Three more parents pleaded guilty in federal court on Wednesday, the latest to fall in what authorities called the largest collegiate admissions scam ever prosecuted.
Gregory Abbott, founder and chairman of a food and beverage packaging company, his wife, Marcia Abbott, and Peter Jan Sartorio, the founder of a frozen burrito company, all went before a federal judge to formally enter their pleas to conspiracy to commit mail fraud and honest services mail fraud.
Prosecutors said evidence included recorded phone calls and emails that show all three communicating directly with the mastermind of the scheme, William Rick Singer, to get their children guaranteed path into the prestigious college of their choice.
As part of their plea agreements, prosecutors are recommending the Abbotts serve 12 months and a day in prison, while Sartorio would serve between zero and six months.
Prosecutors said the Abbotts paid Singer a total of $125,000 in purported donations to his foundation to inflate their daughter's scores on both the ACT and SAT exams. Mark Riddell, who has also plead guilty for his role in the scam, corrected her test scores for the ACT in March and then for the SAT subject tests in October.
"Do you know how she did on her own," Gregory Abbott was heard on a recorded phone call asking, according to prosecutors. "Yeah, I do. She scored in the mid-600s," replied Singer.
The Abbott's daughter scored 800 on the math portion and 710 on the literature, both scores out of a possible 800, prosecutors said.
In court in Boston on Wednesday, the Abbotts they understood the scores would be corrected but did not know the details of how it would happen. "I didn't know the system. I didn't know how things were implemented," Marcia Abbott said.
Meanwhile, Sartorio, a packaged food entrepreneur, paid Singer $15,000 in cash to have Riddell correct his daughter's ACT exam in June 2017, prosecutors said.

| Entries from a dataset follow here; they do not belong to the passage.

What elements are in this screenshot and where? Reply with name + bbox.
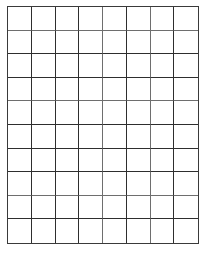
grid-cell <box>32 125 56 149</box>
grid-cell <box>127 54 151 78</box>
grid-cell <box>151 7 175 31</box>
grid-cell <box>56 172 80 196</box>
grid-cell <box>79 101 103 125</box>
grid-cell <box>56 54 80 78</box>
grid-cell <box>56 31 80 55</box>
grid-cell <box>32 7 56 31</box>
grid-cell <box>56 149 80 173</box>
grid-cell <box>127 196 151 220</box>
grid-cell <box>103 101 127 125</box>
grid-cell <box>151 31 175 55</box>
grid-cell <box>103 54 127 78</box>
grid-cell <box>151 125 175 149</box>
grid-cell <box>79 149 103 173</box>
grid-cell <box>8 78 32 102</box>
grid-cell <box>79 78 103 102</box>
grid-cell <box>32 101 56 125</box>
grid-cell <box>8 172 32 196</box>
grid-cell <box>56 125 80 149</box>
grid-cell <box>79 54 103 78</box>
grid-cell <box>174 7 198 31</box>
grid-cell <box>151 101 175 125</box>
grid-cell <box>79 31 103 55</box>
grid-cell <box>79 172 103 196</box>
grid-cell <box>103 78 127 102</box>
grid-cell <box>151 149 175 173</box>
grid-cell <box>32 219 56 243</box>
grid-cell <box>127 31 151 55</box>
grid-cell <box>79 219 103 243</box>
grid-cell <box>56 7 80 31</box>
grid-cell <box>8 54 32 78</box>
empty-grid <box>7 6 199 244</box>
grid-cell <box>127 219 151 243</box>
grid-cell <box>32 172 56 196</box>
grid-cell <box>8 125 32 149</box>
grid-cell <box>32 54 56 78</box>
grid-cell <box>32 196 56 220</box>
grid-cell <box>103 125 127 149</box>
grid-cell <box>103 219 127 243</box>
grid-cell <box>127 78 151 102</box>
grid-cell <box>127 7 151 31</box>
grid-cell <box>127 125 151 149</box>
grid-cell <box>103 196 127 220</box>
grid-cell <box>174 149 198 173</box>
grid-cell <box>127 172 151 196</box>
grid-cell <box>174 219 198 243</box>
grid-cell <box>56 196 80 220</box>
grid-cell <box>174 125 198 149</box>
grid-cell <box>103 149 127 173</box>
grid-cell <box>151 196 175 220</box>
grid-cell <box>151 219 175 243</box>
grid-cell <box>127 101 151 125</box>
grid-cell <box>174 172 198 196</box>
grid-cell <box>174 101 198 125</box>
grid-cell <box>151 54 175 78</box>
grid-cell <box>8 31 32 55</box>
grid-cell <box>103 172 127 196</box>
grid-cell <box>174 31 198 55</box>
grid-cell <box>8 219 32 243</box>
grid-cell <box>32 149 56 173</box>
grid-cell <box>32 78 56 102</box>
grid-cell <box>79 7 103 31</box>
grid-cell <box>56 78 80 102</box>
grid-cell <box>103 31 127 55</box>
grid-cell <box>174 78 198 102</box>
grid-cell <box>174 54 198 78</box>
grid-cell <box>8 7 32 31</box>
grid-cell <box>32 31 56 55</box>
grid-cell <box>56 101 80 125</box>
grid-cell <box>8 149 32 173</box>
grid-cell <box>151 78 175 102</box>
grid-cell <box>8 196 32 220</box>
grid-cell <box>174 196 198 220</box>
grid-cell <box>103 7 127 31</box>
grid-cell <box>79 196 103 220</box>
grid-cell <box>8 101 32 125</box>
grid-cell <box>127 149 151 173</box>
grid-cell <box>151 172 175 196</box>
grid-cell <box>56 219 80 243</box>
grid-cell <box>79 125 103 149</box>
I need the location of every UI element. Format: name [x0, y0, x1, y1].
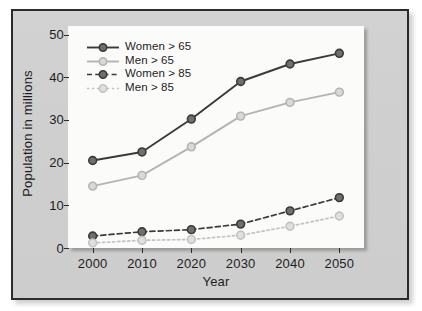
data-point: [138, 228, 146, 236]
data-point: [237, 112, 245, 120]
x-axis-tick-mark: [93, 248, 94, 253]
x-axis-tick-mark: [142, 248, 143, 253]
y-axis-tick-label: 20: [38, 156, 64, 169]
x-axis-tick-mark: [290, 248, 291, 253]
data-point: [89, 239, 97, 247]
x-axis-tick-label: 2050: [324, 257, 354, 270]
legend-item[interactable]: Men > 65: [86, 54, 191, 68]
legend-item-label: Men > 85: [125, 82, 174, 94]
legend-item-label: Women > 65: [125, 41, 191, 53]
data-point: [89, 182, 97, 190]
x-axis-title: Year: [68, 274, 364, 289]
y-axis-title: Population in millions: [20, 44, 35, 224]
legend-item[interactable]: Men > 85: [86, 81, 191, 95]
data-point: [187, 226, 195, 234]
y-axis-tick-mark: [64, 248, 69, 249]
y-axis-tick-mark: [64, 77, 69, 78]
data-point: [335, 194, 343, 202]
figure-container: 01020304050 200020102020203020402050 Wom…: [0, 0, 422, 311]
data-point: [138, 172, 146, 180]
legend-marker-icon: [86, 67, 120, 80]
data-point: [286, 222, 294, 230]
data-point: [335, 49, 343, 57]
legend-marker-icon: [86, 40, 120, 53]
y-axis-tick-mark: [64, 120, 69, 121]
data-point: [335, 212, 343, 220]
data-point: [138, 148, 146, 156]
legend-item-label: Women > 85: [125, 68, 191, 80]
data-point: [187, 236, 195, 244]
y-axis-tick-label: 40: [38, 71, 64, 84]
series-women-85: [89, 194, 343, 240]
series-line: [93, 216, 340, 243]
y-axis-tick-mark: [64, 205, 69, 206]
series-line: [93, 92, 340, 186]
data-point: [187, 115, 195, 123]
x-axis-tick-mark: [241, 248, 242, 253]
series-men-85: [89, 212, 343, 247]
y-axis-tick-label: 10: [38, 199, 64, 212]
y-axis-tick-mark: [64, 163, 69, 164]
x-axis-tick-label: 2010: [127, 257, 157, 270]
x-axis-tick-label: 2000: [78, 257, 108, 270]
y-axis-tick-labels: 01020304050: [36, 26, 64, 248]
data-point: [237, 220, 245, 228]
data-point: [237, 78, 245, 86]
data-point: [286, 207, 294, 215]
y-axis-tick-mark: [64, 35, 69, 36]
chart-legend: Women > 65Men > 65Women > 85Men > 85: [86, 40, 191, 94]
data-point: [237, 231, 245, 239]
y-axis-tick-label: 0: [38, 242, 64, 255]
data-point: [138, 236, 146, 244]
x-axis-tick-label: 2030: [226, 257, 256, 270]
y-axis-tick-label: 50: [38, 28, 64, 41]
x-axis-tick-label: 2040: [275, 257, 305, 270]
data-point: [89, 157, 97, 165]
series-men-65: [89, 88, 343, 190]
y-axis-tick-label: 30: [38, 113, 64, 126]
x-axis-tick-mark: [191, 248, 192, 253]
data-point: [286, 99, 294, 107]
legend-item-label: Men > 65: [125, 55, 174, 67]
x-axis-tick-labels: 200020102020203020402050: [68, 252, 364, 272]
series-line: [93, 198, 340, 236]
data-point: [335, 88, 343, 96]
legend-item[interactable]: Women > 65: [86, 40, 191, 54]
legend-item[interactable]: Women > 85: [86, 67, 191, 81]
data-point: [187, 143, 195, 151]
legend-marker-icon: [86, 54, 120, 67]
x-axis-tick-label: 2020: [176, 257, 206, 270]
data-point: [286, 60, 294, 68]
legend-marker-icon: [86, 81, 120, 94]
x-axis-tick-mark: [339, 248, 340, 253]
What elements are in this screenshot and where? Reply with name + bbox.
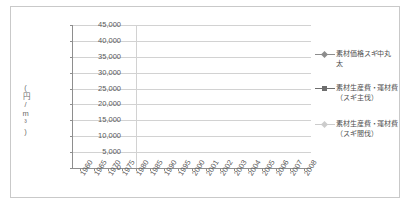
legend-entry-1[interactable]: 素材価格スギ中丸太 xyxy=(315,49,407,68)
vertical-gridline xyxy=(136,25,137,168)
legend-entry-3[interactable]: 素材生産費・運材費（スギ間伐） xyxy=(315,119,407,138)
legend-label: 素材価格スギ中丸太 xyxy=(335,49,407,68)
legend-label-line1: 素材生産費・運材費 xyxy=(336,119,407,129)
legend-label-line1: 素材生産費・運材費 xyxy=(336,83,407,93)
gridline xyxy=(73,73,311,74)
gridline xyxy=(73,89,311,90)
legend-marker-icon xyxy=(315,50,335,59)
gridline xyxy=(73,136,311,137)
legend-entry-2[interactable]: 素材生産費・運材費（スギ主伐） xyxy=(315,83,407,102)
gridline xyxy=(73,152,311,153)
legend-marker-icon xyxy=(315,84,335,93)
y-axis-line xyxy=(72,25,73,168)
chart-legend: 素材価格スギ中丸太素材生産費・運材費（スギ主伐）素材生産費・運材費（スギ間伐） xyxy=(315,27,407,165)
legend-label-line2: 太 xyxy=(336,59,407,69)
gridline xyxy=(73,25,311,26)
plot-background xyxy=(73,25,311,168)
legend-label: 素材生産費・運材費（スギ間伐） xyxy=(335,119,407,138)
legend-label: 素材生産費・運材費（スギ主伐） xyxy=(335,83,407,102)
gridline xyxy=(73,104,311,105)
gridline xyxy=(73,120,311,121)
legend-marker-icon xyxy=(315,120,335,129)
legend-label-line1: 素材価格スギ中丸 xyxy=(336,49,407,59)
y-axis-title: (円/m³) xyxy=(17,69,33,149)
gridline xyxy=(73,41,311,42)
gridline xyxy=(73,57,311,58)
chart-frame: (円/m³) 45,00040,00035,00030,00025,00020,… xyxy=(10,6,400,198)
legend-label-line2: （スギ間伐） xyxy=(336,129,407,139)
legend-label-line2: （スギ主伐） xyxy=(336,93,407,103)
plot-area xyxy=(73,25,311,168)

After the exam, Singer, who was now working with the federal government, answered a call from Sartorio and told him the Key Worldwide Foundation (KWF), the charity that fronted as a means to collect payment for the scheme, was being audited.

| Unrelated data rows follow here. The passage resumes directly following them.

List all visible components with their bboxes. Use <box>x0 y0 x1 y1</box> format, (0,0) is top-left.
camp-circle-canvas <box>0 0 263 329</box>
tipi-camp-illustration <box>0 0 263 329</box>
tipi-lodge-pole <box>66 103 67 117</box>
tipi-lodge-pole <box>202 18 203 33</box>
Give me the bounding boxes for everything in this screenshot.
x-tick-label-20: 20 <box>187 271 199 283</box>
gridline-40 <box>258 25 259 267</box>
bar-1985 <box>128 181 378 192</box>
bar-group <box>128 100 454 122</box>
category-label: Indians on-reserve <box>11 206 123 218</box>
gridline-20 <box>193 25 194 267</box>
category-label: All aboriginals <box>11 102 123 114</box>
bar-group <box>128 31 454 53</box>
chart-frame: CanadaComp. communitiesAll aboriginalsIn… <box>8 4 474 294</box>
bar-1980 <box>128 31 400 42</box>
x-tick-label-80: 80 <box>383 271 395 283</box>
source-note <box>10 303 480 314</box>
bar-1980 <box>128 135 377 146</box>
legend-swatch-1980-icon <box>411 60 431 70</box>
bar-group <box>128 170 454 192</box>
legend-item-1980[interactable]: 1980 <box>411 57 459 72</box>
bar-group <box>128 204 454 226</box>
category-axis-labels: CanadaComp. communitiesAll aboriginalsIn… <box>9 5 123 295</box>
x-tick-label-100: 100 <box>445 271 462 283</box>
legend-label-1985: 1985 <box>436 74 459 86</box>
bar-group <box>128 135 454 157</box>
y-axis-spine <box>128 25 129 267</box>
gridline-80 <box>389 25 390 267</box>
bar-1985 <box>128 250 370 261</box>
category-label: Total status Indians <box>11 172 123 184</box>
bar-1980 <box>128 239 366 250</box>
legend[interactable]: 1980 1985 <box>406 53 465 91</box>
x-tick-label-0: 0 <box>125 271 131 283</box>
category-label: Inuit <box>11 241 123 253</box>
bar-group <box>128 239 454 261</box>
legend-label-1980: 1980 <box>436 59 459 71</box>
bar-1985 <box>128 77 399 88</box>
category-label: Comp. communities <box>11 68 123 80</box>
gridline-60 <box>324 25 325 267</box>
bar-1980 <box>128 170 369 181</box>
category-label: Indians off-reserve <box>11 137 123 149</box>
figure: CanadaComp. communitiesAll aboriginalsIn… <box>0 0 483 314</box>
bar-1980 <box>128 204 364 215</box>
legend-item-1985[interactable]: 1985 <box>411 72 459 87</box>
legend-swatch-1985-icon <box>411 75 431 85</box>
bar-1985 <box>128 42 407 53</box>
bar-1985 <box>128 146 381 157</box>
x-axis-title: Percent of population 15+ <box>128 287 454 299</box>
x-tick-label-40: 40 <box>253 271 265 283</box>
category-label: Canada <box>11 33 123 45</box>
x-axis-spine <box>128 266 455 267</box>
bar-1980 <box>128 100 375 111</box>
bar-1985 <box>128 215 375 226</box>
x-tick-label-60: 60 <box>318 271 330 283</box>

Singer told Sartorio that he wouldn't show up in the alleged audit because he paid cash but wanted to "touch base" in case the IRS reached out to Sartorio.
"All I know is I paid bills that were sent to me, invoiced," Sartorio said, according to a criminal complaint.
Sartorio's attorney, Peter Levitt, told the judge, "Like the Abbotts, Mr. Sartorio didn't know the details or the information about payments Mr. Singer made to other people."
Attorneys for the Abbotts and Sartorio declined to comment after court.
On Tuesday, two other parents appeared in court to plead guilty.
Gordon Caplan, a former partner and co-chairman of international law firm Willkie Farr & Gallagher LLP, pleaded guilty to paying $75,000 as part of a scheme to cheat on his daughter's ACT.
Agustin Huneeus Jr., a California vineyard owner, pleaded guilty to paying $50,000 to cheat on his daughter's SAT exam and agreed to pay a total of $250,000 in bribes to get his daughter into the University of Southern California as a purported water polo recruit, prosecutors said.
On Friday, Jane Buckingham, Robert Flaxman and Marjorie Klapper are set to plead guilty, according to the Justice Department.